- Joined
- Oct 9, 2017
I don't know about that. My family all grew up in the USSR and pretty much everyone who is old enough to remember living under the old system is very nostalgic for it. A lot of it just generic boomer sentimentality, but some of it is also a genuine longing for certain aspects of the system.It does not appeal to anyone who lived or lives under it.
Communism afforded basic stability to the population. Your apartment may be small and cramped, but at least you were guaranteed a roof over your head. Food and basic daily necessities were not always available, but at least when they were the prices remained consistent and affordable. Your job might feel meaningless, but at least you were never unemployed and had relatively good work conditions.
There is real value in that sort of basic security. Communism appeared to eliminate a lot of the unpredictability of life. People genuinely believed the system will last long into the future and their lives will remain mostly unchanged until the day they die. Some found that thought depressing, but for many others it was comforting.
It also came with a certain optimism about the future that you just don't see in contemporary societies. The two most consistent things I've heard from my parents and grandparents is that "people were just nicer" and "there was something to believe in". The standard government line was that their countries are really just socialists, and were "working towards communism". The word "communism" had taken a sort of quasi-religious apocalyptic character; a utopian vision for an egalitarian future of peace and prosperity. Until the 1980s that vision seemed almost plausible. The standard of living was always rising, however slowly. It's when it stopped rising and started reversing that faith in the system collapsed and mass apathy and cynicism took hold.
More than anything, though, talking about all this with my parents and grandparents made me realize just how little these capitalism/communism debates you see online have to do with the real lived experienced of people under either system. My impression is that life under communism was paradoxically both very different and very similar to life under capitalism. It had its highs and lows, and a lot of it was absurd in a way that's just difficult to compare to life in a capitalist society. There are subtle nuances to the whole issue that just don't come across in the modern (Western-dominated) online discourse about it.
To this day my maternal grandfather insists that the root cause of communism's downfall is that "people were just not ready for it". I tend to agree, with the caveat that they probably never will be.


WHAT THE EXERCISE ASKS -
Return the count of lines in the following records that include "center", and nothing more.

DATA PROVIDED -
=-=-=

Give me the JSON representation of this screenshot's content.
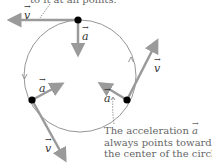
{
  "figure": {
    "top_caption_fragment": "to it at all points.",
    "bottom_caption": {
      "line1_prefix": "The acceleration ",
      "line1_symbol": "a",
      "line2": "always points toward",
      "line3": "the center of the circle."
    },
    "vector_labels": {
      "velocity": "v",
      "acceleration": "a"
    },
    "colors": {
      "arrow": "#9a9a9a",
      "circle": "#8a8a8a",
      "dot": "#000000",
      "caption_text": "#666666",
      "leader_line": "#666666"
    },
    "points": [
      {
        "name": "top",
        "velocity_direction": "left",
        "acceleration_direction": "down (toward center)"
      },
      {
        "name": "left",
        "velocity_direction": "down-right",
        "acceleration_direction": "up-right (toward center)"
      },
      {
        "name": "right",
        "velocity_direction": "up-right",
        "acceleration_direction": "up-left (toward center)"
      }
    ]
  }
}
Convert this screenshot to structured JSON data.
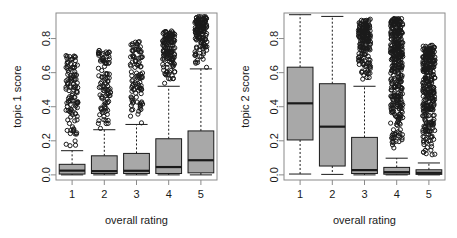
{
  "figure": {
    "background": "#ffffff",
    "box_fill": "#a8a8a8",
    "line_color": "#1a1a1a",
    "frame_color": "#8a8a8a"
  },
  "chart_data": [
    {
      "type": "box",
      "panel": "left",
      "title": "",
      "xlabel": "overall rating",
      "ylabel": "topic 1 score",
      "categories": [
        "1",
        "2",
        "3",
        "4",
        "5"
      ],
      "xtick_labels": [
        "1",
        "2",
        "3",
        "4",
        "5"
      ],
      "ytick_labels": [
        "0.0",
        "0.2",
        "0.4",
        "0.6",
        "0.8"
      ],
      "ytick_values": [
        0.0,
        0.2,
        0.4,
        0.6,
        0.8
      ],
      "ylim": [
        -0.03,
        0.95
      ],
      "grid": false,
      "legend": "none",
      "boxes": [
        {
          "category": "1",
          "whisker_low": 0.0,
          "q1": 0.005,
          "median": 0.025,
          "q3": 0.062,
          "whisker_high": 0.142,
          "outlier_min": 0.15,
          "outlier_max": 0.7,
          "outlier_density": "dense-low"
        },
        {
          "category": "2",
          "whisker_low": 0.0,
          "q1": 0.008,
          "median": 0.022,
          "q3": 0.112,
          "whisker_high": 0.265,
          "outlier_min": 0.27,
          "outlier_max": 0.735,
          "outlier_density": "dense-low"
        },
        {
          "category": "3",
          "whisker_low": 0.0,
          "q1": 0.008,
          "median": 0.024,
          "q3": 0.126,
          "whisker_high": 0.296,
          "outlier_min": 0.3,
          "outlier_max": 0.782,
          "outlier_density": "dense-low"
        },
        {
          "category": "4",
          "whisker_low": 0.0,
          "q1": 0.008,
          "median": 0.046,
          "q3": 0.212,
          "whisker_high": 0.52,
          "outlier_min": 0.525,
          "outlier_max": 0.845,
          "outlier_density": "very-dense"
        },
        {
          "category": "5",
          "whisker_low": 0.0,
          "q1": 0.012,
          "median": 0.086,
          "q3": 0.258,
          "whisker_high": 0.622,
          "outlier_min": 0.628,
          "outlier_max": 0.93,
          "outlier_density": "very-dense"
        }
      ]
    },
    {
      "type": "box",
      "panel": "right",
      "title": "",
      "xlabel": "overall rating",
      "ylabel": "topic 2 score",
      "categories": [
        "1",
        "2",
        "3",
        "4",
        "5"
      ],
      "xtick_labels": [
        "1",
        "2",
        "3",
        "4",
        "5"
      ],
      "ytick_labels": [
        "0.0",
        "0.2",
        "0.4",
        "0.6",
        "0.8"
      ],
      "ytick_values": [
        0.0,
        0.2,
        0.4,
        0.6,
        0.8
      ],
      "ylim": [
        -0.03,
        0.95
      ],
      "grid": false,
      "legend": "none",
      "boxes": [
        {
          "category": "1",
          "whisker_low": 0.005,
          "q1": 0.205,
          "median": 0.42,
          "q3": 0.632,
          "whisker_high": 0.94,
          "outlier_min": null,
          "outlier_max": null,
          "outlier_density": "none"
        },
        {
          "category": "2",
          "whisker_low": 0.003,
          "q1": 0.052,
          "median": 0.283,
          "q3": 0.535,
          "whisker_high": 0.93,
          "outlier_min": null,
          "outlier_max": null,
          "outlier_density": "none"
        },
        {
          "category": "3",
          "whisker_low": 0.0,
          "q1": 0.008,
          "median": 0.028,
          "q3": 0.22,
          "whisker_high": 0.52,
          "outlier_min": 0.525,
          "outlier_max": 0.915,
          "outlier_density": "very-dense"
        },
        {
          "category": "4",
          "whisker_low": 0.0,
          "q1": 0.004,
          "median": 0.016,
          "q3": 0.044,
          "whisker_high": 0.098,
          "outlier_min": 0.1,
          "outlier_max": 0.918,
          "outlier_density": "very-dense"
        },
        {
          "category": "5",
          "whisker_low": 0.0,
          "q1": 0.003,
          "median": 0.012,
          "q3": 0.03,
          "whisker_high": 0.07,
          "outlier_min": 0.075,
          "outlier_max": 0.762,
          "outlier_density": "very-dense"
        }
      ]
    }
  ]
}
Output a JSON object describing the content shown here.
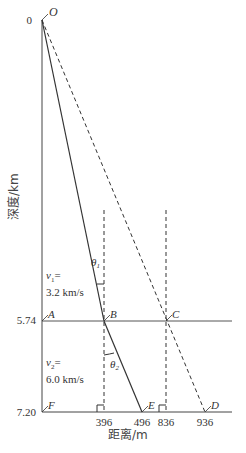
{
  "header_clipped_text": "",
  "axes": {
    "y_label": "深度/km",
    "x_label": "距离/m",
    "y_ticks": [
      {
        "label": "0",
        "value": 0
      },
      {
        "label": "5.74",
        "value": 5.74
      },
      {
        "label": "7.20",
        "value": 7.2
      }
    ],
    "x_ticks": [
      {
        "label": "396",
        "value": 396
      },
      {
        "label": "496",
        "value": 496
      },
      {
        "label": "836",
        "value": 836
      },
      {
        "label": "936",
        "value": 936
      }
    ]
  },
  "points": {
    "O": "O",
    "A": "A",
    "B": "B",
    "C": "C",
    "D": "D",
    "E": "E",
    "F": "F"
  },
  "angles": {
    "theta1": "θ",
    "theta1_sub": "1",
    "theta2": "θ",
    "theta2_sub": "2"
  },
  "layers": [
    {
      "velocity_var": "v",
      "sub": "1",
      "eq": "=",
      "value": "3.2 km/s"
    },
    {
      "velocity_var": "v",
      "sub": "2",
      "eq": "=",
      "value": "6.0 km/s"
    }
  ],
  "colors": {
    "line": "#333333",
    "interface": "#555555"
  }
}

=-=-=

SOLUTION TO THE EXERCISE -
4